A growing hardwood forest native to this area will trap between 1.5 and 2.5 tons of carbon per acre per year. Once mature, and being selectively harvested for valuable hardwoods like Maple, Oak and Black Cherry, an acre of our forests will still sequester and hold an additional 1.5 tons of carbon every year.

This is not a new idea. Already thousands of acres of forest in New York are being managed in this way and are receiving carbon credit payments from corporations moving to offset their CO2 emissions. Further, unlike wind turbines and solar waste-lands, the management and selective harvesting of these carbon-capturing forests is and can provide a continuity of rewarding, good-paying jobs that our rural residents can do now. Not only can these forests capture and store industrial carbon pollution, and create sustainable employment for generations, but they can protect rather than kill and displace wildlife, and by enhancing the scenic beauty which is already one of rural New York’s greatest assets, foster tourism and the vitality of our small towns.

I know that our State Senator George Borrello is leading the fight, now if only our State government would just listen.

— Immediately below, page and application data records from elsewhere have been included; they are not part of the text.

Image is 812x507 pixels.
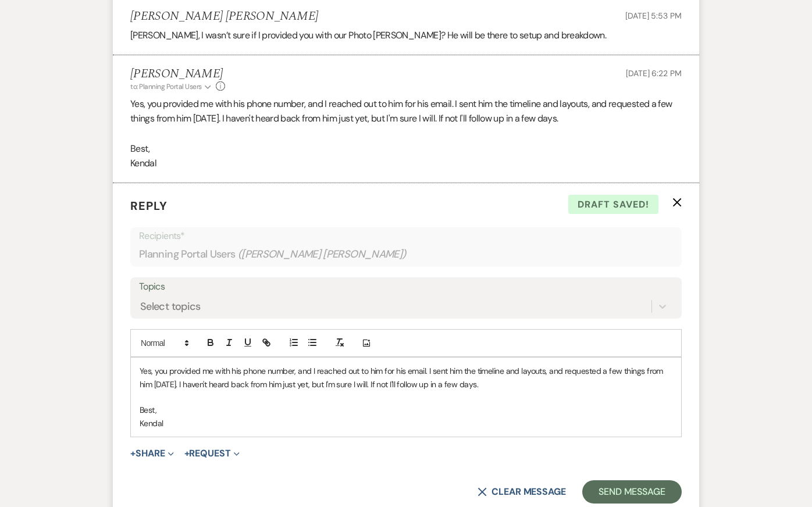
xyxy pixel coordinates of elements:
[130,156,681,171] p: Kendal
[582,480,681,503] button: Send Message
[568,195,658,215] span: Draft saved!
[139,279,672,296] label: Topics
[130,142,681,157] p: Best,
[626,68,681,79] span: [DATE] 6:22 PM
[130,449,174,459] button: Share
[477,487,566,497] button: Clear message
[139,228,672,244] p: Recipients*
[130,82,213,92] button: to: Planning Portal Users
[130,82,201,91] span: to: Planning Portal Users
[130,28,681,43] p: [PERSON_NAME], I wasn’t sure if I provided you with our Photo [PERSON_NAME]? He will be there to ...
[139,243,672,266] div: Planning Portal Users
[130,97,681,126] p: Yes, you provided me with his phone number, and I reached out to him for his email. I sent him th...
[140,365,672,391] p: Yes, you provided me with his phone number, and I reached out to him for his email. I sent him th...
[184,449,190,459] span: +
[130,9,318,24] h5: [PERSON_NAME] [PERSON_NAME]
[625,11,681,21] span: [DATE] 5:53 PM
[130,198,167,213] span: Reply
[130,67,225,82] h5: [PERSON_NAME]
[140,404,672,417] p: Best,
[140,417,672,430] p: Kendal
[130,449,135,459] span: +
[140,299,201,314] div: Select topics
[238,246,406,262] span: ( [PERSON_NAME] [PERSON_NAME] )
[184,449,240,459] button: Request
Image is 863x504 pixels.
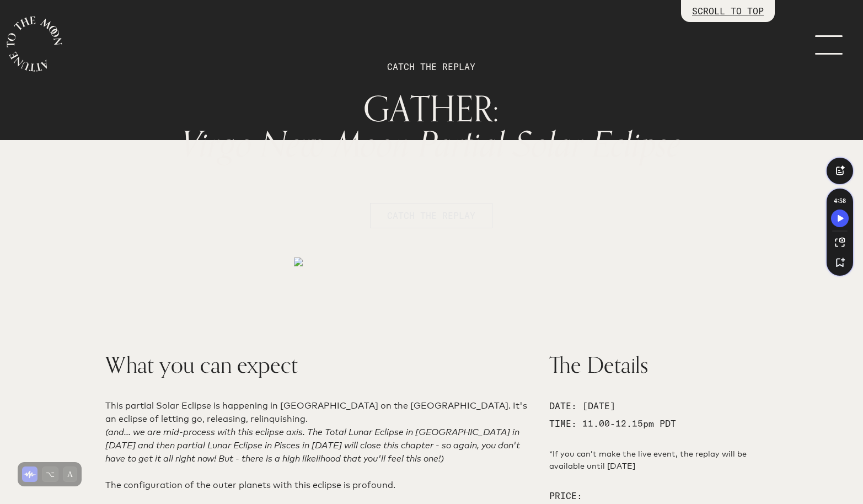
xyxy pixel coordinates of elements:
[294,257,303,267] img: medias%2F68TdnYKDlPUA9N16a5wm
[387,209,475,222] span: CATCH THE REPLAY
[549,448,758,471] p: *If you can’t make the live event, the replay will be available until [DATE]
[549,399,758,413] p: DATE: [DATE]
[370,203,493,228] button: CATCH THE REPLAY
[105,348,536,382] h2: What you can expect
[105,479,536,492] p: The configuration of the outer planets with this eclipse is profound.
[105,399,536,425] p: This partial Solar Eclipse is happening in [GEOGRAPHIC_DATA] on the [GEOGRAPHIC_DATA]. It's an ec...
[105,426,520,463] em: (and... we are mid-process with this eclipse axis. The Total Lunar Eclipse in [GEOGRAPHIC_DATA] i...
[549,348,758,382] h2: The Details
[692,4,764,18] p: SCROLL TO TOP
[161,91,702,163] h1: GATHER:
[549,417,758,430] p: TIME: 11.00-12.15pm PDT
[161,42,702,91] p: CATCH THE REPLAY
[549,489,758,502] p: PRICE:
[181,116,681,174] span: Virgo New Moon Partial Solar Eclipse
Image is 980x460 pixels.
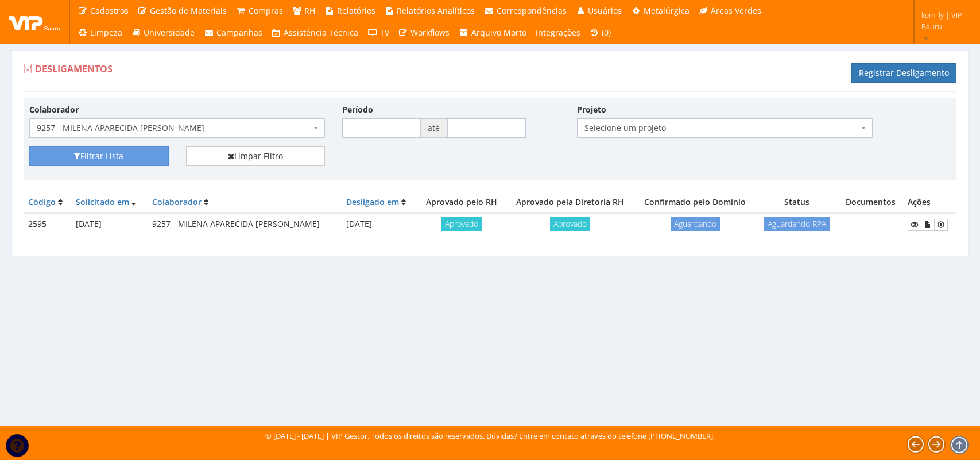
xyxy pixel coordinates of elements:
[248,5,283,16] span: Compras
[73,22,127,43] a: Limpeza
[471,27,526,38] span: Arquivo Morto
[670,216,720,231] span: Aguardando
[267,22,363,43] a: Assistência Técnica
[9,14,60,30] img: logo
[442,216,482,231] span: Aprovado
[711,5,761,16] span: Áreas Verdes
[577,104,606,116] label: Projeto
[585,22,616,43] a: (0)
[143,27,195,38] span: Universidade
[601,27,611,38] span: (0)
[584,122,858,134] span: Selecione um projeto
[756,191,838,213] th: Status
[127,22,200,43] a: Universidade
[90,5,129,16] span: Cadastros
[28,196,55,207] a: Código
[147,213,342,235] td: 9257 - MILENA APARECIDA [PERSON_NAME]
[634,191,756,213] th: Confirmado pelo Domínio
[216,27,262,38] span: Campanhas
[506,191,634,213] th: Aprovado pela Diretoria RH
[550,216,590,231] span: Aprovado
[283,27,358,38] span: Assistência Técnica
[643,5,689,16] span: Metalúrgica
[920,218,935,231] a: Documentos
[764,216,829,231] span: Aguardando RPA
[304,5,315,16] span: RH
[536,27,580,38] span: Integrações
[577,118,872,138] span: Selecione um projeto
[934,218,948,231] a: Ficha Devolução EPIS
[186,146,325,166] a: Limpar Filtro
[152,196,202,207] a: Colaborador
[838,191,903,213] th: Documentos
[921,9,965,32] span: kemilly | VIP Bauru
[851,63,956,83] a: Registrar Desligamento
[265,430,715,442] div: © [DATE] - [DATE] | VIP Gestor. Todos os direitos são reservados. Dúvidas? Entre em contato atrav...
[149,5,227,16] span: Gestão de Materiais
[903,191,956,213] th: Ações
[346,196,399,207] a: Desligado em
[24,213,71,235] td: 2595
[199,22,267,43] a: Campanhas
[417,191,506,213] th: Aprovado pelo RH
[342,213,417,235] td: [DATE]
[421,118,447,138] span: até
[37,122,310,134] span: 9257 - MILENA APARECIDA ALABARSE CARVALHO
[454,22,531,43] a: Arquivo Morto
[76,196,129,207] a: Solicitado em
[363,22,394,43] a: TV
[29,118,325,138] span: 9257 - MILENA APARECIDA ALABARSE CARVALHO
[411,27,449,38] span: Workflows
[396,5,475,16] span: Relatórios Analíticos
[342,104,373,116] label: Período
[496,5,567,16] span: Correspondências
[380,27,389,38] span: TV
[90,27,122,38] span: Limpeza
[29,146,168,166] button: Filtrar Lista
[29,104,78,116] label: Colaborador
[337,5,375,16] span: Relatórios
[394,22,454,43] a: Workflows
[531,22,585,43] a: Integrações
[588,5,622,16] span: Usuários
[35,62,112,75] span: Desligamentos
[71,213,147,235] td: [DATE]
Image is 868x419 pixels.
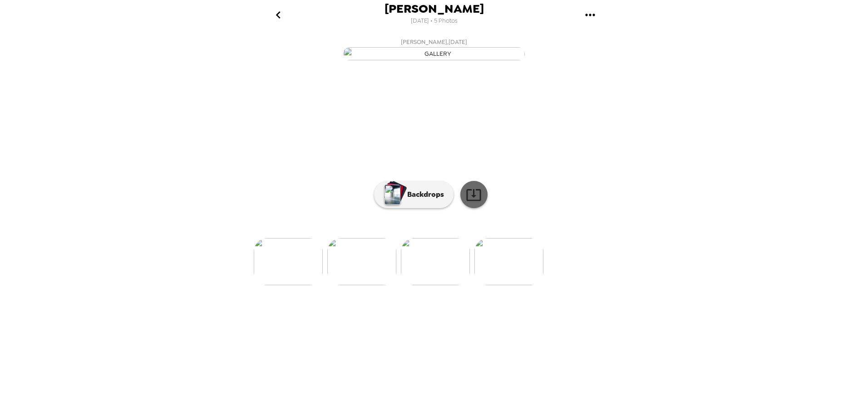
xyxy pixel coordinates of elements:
[401,238,470,286] img: gallery
[401,37,467,47] span: [PERSON_NAME] , [DATE]
[254,238,323,286] img: gallery
[374,181,454,208] button: Backdrops
[328,238,396,286] img: gallery
[384,2,484,15] span: [PERSON_NAME]
[411,15,457,27] span: [DATE] • 5 Photos
[474,238,544,286] img: gallery
[402,189,444,200] p: Backdrops
[343,47,525,60] img: gallery
[252,34,615,63] button: [PERSON_NAME],[DATE]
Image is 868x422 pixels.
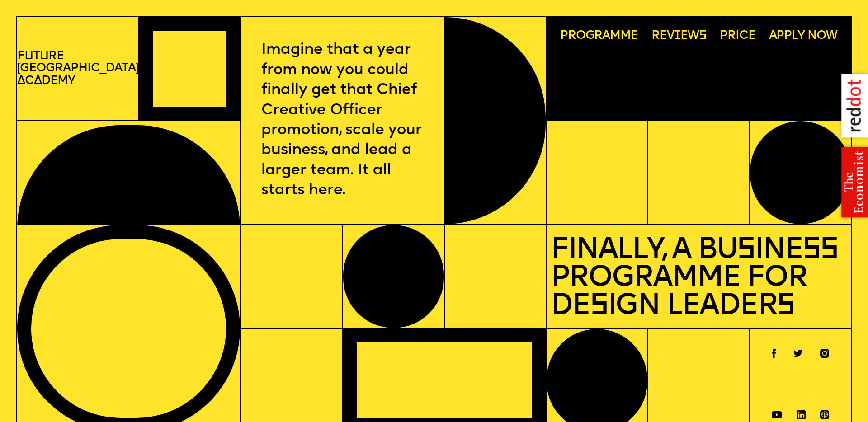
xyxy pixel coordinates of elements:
a: Youtube [772,406,783,414]
span: u [40,50,48,63]
span: Apply now [769,30,838,43]
a: Future[GEOGRAPHIC_DATA]Academy [17,50,138,88]
span: A [17,75,25,87]
a: Spotify [820,406,829,416]
a: Linkedin [797,406,805,416]
p: Imagine that a year from now you could finally get that Chief Creative Officer promotion, scale y... [261,41,424,201]
span: Rev ews [652,30,706,43]
span: a [34,75,42,87]
p: Finally, a Business Programme for Design Leaders [550,232,846,320]
a: Facebook [772,346,776,355]
span: Price [720,30,755,43]
span: i [674,30,680,42]
span: Programme [560,30,638,43]
span: u [25,50,33,63]
a: Instagram [820,346,829,355]
a: Twitter [793,346,803,353]
p: F t re [GEOGRAPHIC_DATA] c demy [17,50,138,88]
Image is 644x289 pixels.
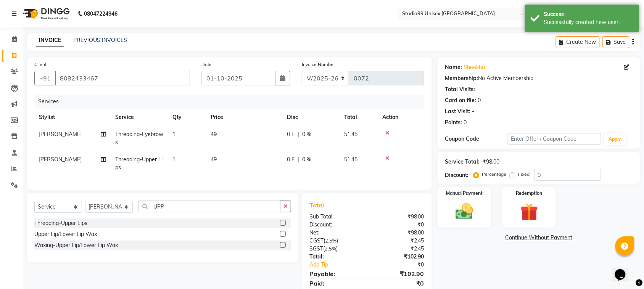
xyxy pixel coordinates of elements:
div: Last Visit: [445,107,471,115]
div: Card on file: [445,97,477,105]
th: Total [339,109,378,126]
div: Service Total: [445,158,480,166]
label: Invoice Number [302,61,335,68]
th: Qty [168,109,206,126]
div: Success [544,11,633,18]
div: ₹102.90 [367,253,430,261]
div: Total Visits: [445,86,476,94]
span: SGST [310,245,323,252]
div: Net: [304,229,367,237]
a: Sheekha [464,63,485,71]
span: 51.45 [344,156,358,163]
span: 0 F [287,130,295,139]
a: Add Tip [304,261,378,269]
div: ( ) [304,245,367,253]
div: Total: [304,253,367,261]
div: Coupon Code [445,135,508,143]
span: 0 % [302,130,311,139]
span: Threading-Eyebrows [115,131,163,146]
span: 51.45 [344,131,358,138]
button: +91 [34,71,56,86]
div: 0 [478,97,481,105]
div: - [472,107,475,115]
div: Paid: [304,279,367,288]
input: Search by Name/Mobile/Email/Code [55,71,190,86]
span: 2.5% [325,238,336,244]
div: ( ) [304,237,367,245]
div: ₹98.00 [367,213,430,221]
div: Successfully created new user. [544,18,633,26]
label: Percentage [482,171,507,178]
span: 49 [210,131,217,138]
div: ₹0 [378,261,430,269]
span: [PERSON_NAME] [39,131,82,138]
div: ₹0 [367,221,430,229]
div: ₹0 [367,279,430,288]
div: No Active Membership [445,74,633,82]
div: Name: [445,63,462,71]
iframe: chat widget [612,259,637,282]
span: Threading-Upper Lips [115,156,162,171]
div: Points: [445,119,462,127]
img: _gift.svg [515,202,544,223]
th: Disc [282,109,339,126]
div: Sub Total: [304,213,367,221]
span: Total [310,202,327,210]
b: 08047224946 [84,3,117,24]
th: Action [378,109,424,126]
img: logo [19,3,72,24]
div: ₹2.45 [367,245,430,253]
span: | [298,155,299,164]
span: | [298,130,299,139]
span: CGST [310,237,323,244]
div: Membership: [445,74,479,82]
div: Threading-Upper Lips [34,220,87,227]
div: ₹98.00 [367,229,430,237]
a: PREVIOUS INVOICES [73,37,127,44]
div: ₹2.45 [367,237,430,245]
label: Date [202,61,212,68]
span: 0 % [302,155,311,164]
th: Price [206,109,282,126]
div: Discount: [304,221,367,229]
div: Waxing-Upper Lip/Lower Lip Wax [34,242,118,250]
div: 0 [464,119,467,127]
button: Apply [604,134,626,145]
span: 0 F [287,155,295,164]
div: ₹102.90 [367,270,430,278]
input: Enter Offer / Coupon Code [508,133,602,145]
button: Save [603,36,630,48]
th: Stylist [34,109,110,126]
label: Manual Payment [446,190,482,197]
div: Upper Lip/Lower Lip Wax [34,230,97,238]
span: 1 [172,156,175,163]
a: Continue Without Payment [439,234,638,242]
label: Redemption [516,190,542,197]
a: INVOICE [36,34,64,47]
span: [PERSON_NAME] [39,156,82,163]
div: Payable: [304,270,367,278]
span: 1 [172,131,175,138]
th: Service [110,109,168,126]
span: 49 [210,156,217,163]
span: 2.5% [324,246,336,252]
div: Services [35,95,430,109]
button: Create New [556,36,600,48]
img: _cash.svg [450,202,479,222]
input: Search or Scan [139,201,280,213]
label: Client [34,61,47,68]
div: Discount: [445,172,469,179]
label: Fixed [519,171,530,178]
div: ₹98.00 [483,158,500,166]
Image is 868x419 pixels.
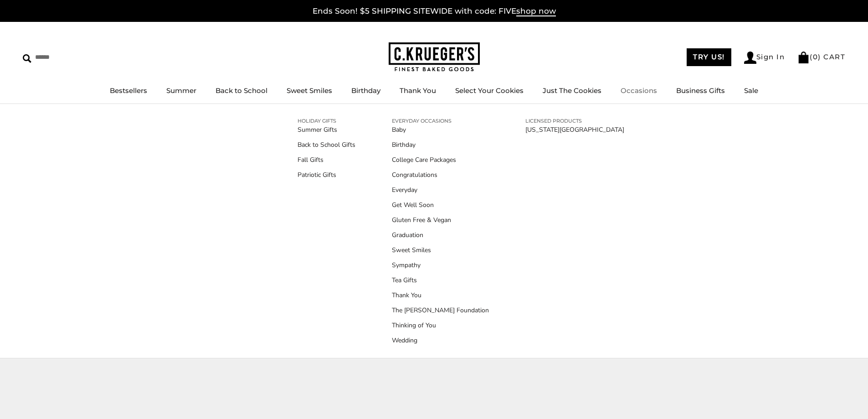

Listen, study what other environmentally thoughtful States are doing to facilitate carbon sequestration, and bring the best of those programs back home to us.

In the meantime, we need to make sure that our county officials and Town boards do not give the store away. Under no circumstances should they agree to any tax concessions to millionaire wind and solar developers that they would not ordinarily give to longstanding, resident businesses. Further, they need to make sure that any installation they do consider be triple-A bonded by a reputable third party for repair or removal costs. Ownership of these sites can and will change and at very least we need to be assured that if installed they are either operating as promised or being removed and the land put back to its natural condition.

Fred Johnson is the owner of Johnson Estate Winery in Westfield and is the president of the Westfield-Barcelona Chamber of Commerce and the chairman of the Chautauqua County Chamber of Commerce.